On Monday our adventure began at the Vester Marine Lab. We visited five different oyster bed sites within Estero Bay to analyze the different organisms living on the oysters. One week prior to our visit Dr. Douglass set down lift nets full of shell fragments at the oyster bed sites we were planning to visit. Then we lifted up the nets to see what we could find. We looked through all the shell fragments and placed and any organisms we found into a bucket. We found and sorted through three lift nets at each site. Then back at the lab we dumped all the buckets out into trays to count and identify each organism that we found. After every bucket had been organized and identified we used the data we collected to create a diversity index in order to compare our findings at each site.
On Tuesday Dr. Savarese and a couple of his graduate students took us out to an oyster bed near Mound Key to take a core sample. To take a core sample from the ground we used a metal pole that we cut into a 4 meter long section. Then we attached to an apparatus with two smaller metal rods on each side to use as handles and slowly shoved the pole into the oyster bed. We did this until the pole was almost completely in the ground, taking turns pushing it down. Then we had to carefully pull the pole back out of the ground and cap it at both ends. At very tight seal and minimal shifting of the core is essential to preserve the layers of sediment inside. Then we docked at Mound Key and walked around the beautiful park there. Mound Key used to be home to the Calusa Indians that used the shells from oysters they ate to build very large mounds in the middle of the island. The mounds were so large that we could see above the trees all the to the bay from the top of the highest mound. Then once back at the lab the team of graduate students showed use they open the cores using a circular saw to split the core down the middle. Then Dr. Savarese explained what the different layers in the core mean as far as what the land used to be like. He explained that at the very bottom of the core the sediment was probably close to four thousand years old. He also told us that that sediment was dry meaning that four thousand years ago the intertidal oyster beds we were standing on used to be on dry land.
On Wednesday we were back with Dr. Douglass and he was going to give us a glimpse into what he is currently studying, seagrasses. He took us to six different sites along Estero Bay each known for a different type of seagrass. At each site we took samples of the seagrass using a virnstein device. We also took short core samples of the sediment going down to about two feet, and we did some water quality tests using the YSI meter and a secchi disk. At each site we took three different virnstein sample and two core samples then back at the lab we dumped out our samples into trays to be analyzed. We sorted and identified each organism using the same method we used on Monday and compiled all the data including the water quality tests together for further analysis. We made another diversity index and made a graphs of all the water quality data. We then used this data to make observations and educated guesses as to why we saw the organisms we did based on the different characteristics of each site.
Great report, Amanda! I'm impressed at all the scientific details you remembered.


An exact copy of the line containing "Give me the" and of every line after it, through the last line of the material, is what should be returned.

• • • • • • •

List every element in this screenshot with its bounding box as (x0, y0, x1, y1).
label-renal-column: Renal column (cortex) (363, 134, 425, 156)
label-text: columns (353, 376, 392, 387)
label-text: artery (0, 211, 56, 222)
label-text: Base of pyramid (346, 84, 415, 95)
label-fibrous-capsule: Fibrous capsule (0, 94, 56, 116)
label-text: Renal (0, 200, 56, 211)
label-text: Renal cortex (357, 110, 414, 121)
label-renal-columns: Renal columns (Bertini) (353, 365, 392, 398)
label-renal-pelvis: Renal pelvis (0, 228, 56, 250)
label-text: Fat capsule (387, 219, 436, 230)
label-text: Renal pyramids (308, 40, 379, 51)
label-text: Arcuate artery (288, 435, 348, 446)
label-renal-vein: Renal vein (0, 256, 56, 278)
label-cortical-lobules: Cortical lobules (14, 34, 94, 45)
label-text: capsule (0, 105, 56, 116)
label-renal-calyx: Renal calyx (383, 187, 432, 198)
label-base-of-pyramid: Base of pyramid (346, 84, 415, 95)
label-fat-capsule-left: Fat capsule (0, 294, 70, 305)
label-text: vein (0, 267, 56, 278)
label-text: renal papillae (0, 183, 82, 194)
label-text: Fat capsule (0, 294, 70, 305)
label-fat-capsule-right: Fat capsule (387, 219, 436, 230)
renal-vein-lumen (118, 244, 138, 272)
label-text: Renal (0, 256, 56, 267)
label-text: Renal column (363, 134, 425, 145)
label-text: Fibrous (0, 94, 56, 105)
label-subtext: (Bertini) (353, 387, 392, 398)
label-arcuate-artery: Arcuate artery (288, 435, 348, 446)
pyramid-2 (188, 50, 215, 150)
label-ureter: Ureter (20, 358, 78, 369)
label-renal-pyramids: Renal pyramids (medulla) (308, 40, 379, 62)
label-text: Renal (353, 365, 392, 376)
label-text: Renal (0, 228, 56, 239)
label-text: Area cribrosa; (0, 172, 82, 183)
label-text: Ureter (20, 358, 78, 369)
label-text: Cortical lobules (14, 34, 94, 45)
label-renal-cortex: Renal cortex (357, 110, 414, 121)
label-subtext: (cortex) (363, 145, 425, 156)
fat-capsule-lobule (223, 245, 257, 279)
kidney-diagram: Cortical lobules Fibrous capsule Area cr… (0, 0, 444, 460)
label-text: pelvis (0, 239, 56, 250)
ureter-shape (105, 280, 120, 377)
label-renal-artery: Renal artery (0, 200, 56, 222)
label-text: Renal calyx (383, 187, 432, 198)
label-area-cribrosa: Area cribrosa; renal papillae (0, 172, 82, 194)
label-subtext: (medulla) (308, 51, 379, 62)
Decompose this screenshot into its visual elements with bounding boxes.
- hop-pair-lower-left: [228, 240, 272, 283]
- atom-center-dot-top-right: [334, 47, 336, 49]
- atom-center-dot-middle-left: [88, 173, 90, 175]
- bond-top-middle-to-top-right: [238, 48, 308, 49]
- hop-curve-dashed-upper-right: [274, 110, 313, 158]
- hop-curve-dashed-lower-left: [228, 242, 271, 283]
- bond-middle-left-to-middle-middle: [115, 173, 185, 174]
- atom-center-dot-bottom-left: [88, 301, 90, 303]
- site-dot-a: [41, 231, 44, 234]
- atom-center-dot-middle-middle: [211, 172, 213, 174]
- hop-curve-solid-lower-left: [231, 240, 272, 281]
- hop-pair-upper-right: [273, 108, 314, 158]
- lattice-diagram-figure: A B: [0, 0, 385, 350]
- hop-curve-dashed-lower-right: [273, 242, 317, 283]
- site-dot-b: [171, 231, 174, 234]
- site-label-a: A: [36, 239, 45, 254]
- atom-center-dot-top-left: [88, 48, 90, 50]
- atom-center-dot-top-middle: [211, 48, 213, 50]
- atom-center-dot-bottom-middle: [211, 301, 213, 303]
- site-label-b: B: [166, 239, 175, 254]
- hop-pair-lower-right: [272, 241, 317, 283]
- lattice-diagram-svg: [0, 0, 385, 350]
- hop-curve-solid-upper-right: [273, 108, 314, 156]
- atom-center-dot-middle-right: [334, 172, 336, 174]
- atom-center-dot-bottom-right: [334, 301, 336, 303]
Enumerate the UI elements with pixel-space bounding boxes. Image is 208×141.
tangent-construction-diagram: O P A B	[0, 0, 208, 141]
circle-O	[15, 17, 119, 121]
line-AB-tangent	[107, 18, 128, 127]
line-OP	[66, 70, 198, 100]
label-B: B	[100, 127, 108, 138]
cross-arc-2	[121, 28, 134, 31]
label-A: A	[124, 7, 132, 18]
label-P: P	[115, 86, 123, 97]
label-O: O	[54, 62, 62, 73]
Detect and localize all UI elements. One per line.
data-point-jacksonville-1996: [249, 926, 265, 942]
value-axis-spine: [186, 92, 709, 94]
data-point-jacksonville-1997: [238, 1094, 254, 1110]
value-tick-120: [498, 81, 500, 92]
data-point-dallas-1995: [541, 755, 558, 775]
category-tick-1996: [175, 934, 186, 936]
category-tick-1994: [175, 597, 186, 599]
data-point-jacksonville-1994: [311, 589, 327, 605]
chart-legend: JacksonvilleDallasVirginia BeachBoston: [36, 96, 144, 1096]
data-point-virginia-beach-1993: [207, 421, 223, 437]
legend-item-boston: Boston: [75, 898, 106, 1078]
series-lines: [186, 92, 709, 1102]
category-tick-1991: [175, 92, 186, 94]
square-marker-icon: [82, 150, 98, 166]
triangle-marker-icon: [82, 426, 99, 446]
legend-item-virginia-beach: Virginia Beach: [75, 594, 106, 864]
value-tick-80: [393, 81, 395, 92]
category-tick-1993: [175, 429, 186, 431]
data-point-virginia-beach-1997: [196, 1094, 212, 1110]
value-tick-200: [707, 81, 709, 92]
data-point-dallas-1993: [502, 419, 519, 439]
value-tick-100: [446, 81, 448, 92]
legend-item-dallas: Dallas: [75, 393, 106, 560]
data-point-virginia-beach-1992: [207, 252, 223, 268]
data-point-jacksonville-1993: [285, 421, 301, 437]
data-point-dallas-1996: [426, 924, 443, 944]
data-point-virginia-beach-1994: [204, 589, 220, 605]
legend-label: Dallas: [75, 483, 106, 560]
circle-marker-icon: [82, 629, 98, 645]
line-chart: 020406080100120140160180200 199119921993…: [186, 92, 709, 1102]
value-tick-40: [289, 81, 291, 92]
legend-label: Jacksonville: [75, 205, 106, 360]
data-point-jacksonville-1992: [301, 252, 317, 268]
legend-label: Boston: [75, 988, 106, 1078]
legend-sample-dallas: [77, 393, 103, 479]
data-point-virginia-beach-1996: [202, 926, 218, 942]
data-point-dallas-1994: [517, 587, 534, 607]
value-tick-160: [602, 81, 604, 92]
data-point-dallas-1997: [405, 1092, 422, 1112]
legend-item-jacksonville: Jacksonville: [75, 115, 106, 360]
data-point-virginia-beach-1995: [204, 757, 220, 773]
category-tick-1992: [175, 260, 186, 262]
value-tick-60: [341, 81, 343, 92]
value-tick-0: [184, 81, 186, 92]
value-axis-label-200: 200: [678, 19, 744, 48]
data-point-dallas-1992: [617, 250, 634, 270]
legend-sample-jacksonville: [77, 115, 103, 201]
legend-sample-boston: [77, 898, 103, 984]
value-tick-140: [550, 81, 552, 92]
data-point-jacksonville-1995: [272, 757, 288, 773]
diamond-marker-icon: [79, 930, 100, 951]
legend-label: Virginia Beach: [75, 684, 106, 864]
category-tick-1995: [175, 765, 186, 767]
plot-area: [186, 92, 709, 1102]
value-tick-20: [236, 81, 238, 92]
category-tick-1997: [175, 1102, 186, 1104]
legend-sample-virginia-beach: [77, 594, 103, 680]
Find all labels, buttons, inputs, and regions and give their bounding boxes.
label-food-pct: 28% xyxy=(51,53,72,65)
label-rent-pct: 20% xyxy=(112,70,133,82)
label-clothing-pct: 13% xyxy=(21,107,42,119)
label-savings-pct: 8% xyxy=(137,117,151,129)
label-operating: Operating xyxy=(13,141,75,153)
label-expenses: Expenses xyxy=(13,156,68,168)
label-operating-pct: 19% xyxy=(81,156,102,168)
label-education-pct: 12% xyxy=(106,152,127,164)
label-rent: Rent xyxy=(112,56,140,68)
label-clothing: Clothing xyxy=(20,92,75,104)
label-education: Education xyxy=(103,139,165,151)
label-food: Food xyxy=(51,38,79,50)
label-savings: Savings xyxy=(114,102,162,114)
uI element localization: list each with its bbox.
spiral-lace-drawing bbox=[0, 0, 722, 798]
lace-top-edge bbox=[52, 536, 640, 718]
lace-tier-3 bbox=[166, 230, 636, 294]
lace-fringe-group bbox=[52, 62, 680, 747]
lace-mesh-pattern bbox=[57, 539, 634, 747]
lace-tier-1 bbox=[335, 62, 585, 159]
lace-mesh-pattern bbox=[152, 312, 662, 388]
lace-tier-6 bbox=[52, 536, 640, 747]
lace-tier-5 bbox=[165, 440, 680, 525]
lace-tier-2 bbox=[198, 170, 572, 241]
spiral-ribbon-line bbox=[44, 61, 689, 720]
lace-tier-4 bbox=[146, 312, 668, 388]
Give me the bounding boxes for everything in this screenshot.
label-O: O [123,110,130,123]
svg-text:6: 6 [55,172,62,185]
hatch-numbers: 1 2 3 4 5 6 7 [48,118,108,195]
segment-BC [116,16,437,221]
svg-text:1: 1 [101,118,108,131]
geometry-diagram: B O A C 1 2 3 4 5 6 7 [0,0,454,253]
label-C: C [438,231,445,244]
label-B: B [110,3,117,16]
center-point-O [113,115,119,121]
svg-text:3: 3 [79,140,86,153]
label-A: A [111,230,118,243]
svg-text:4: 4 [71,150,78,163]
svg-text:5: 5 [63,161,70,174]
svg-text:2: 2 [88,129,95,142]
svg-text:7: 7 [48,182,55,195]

• • • • • • •

Solution to this exercise:
Give me the bounding boxes for everything in this screenshot.
label-O: O [123,110,130,123]
svg-text:6: 6 [55,172,62,185]
hatch-numbers: 1 2 3 4 5 6 7 [48,118,108,195]
segment-BC [116,16,437,221]
svg-text:1: 1 [101,118,108,131]
geometry-diagram: B O A C 1 2 3 4 5 6 7 [0,0,454,253]
label-C: C [438,231,445,244]
label-B: B [110,3,117,16]
center-point-O [113,115,119,121]
svg-text:3: 3 [79,140,86,153]
label-A: A [111,230,118,243]
svg-text:4: 4 [71,150,78,163]
svg-text:5: 5 [63,161,70,174]
svg-text:2: 2 [88,129,95,142]
svg-text:7: 7 [48,182,55,195]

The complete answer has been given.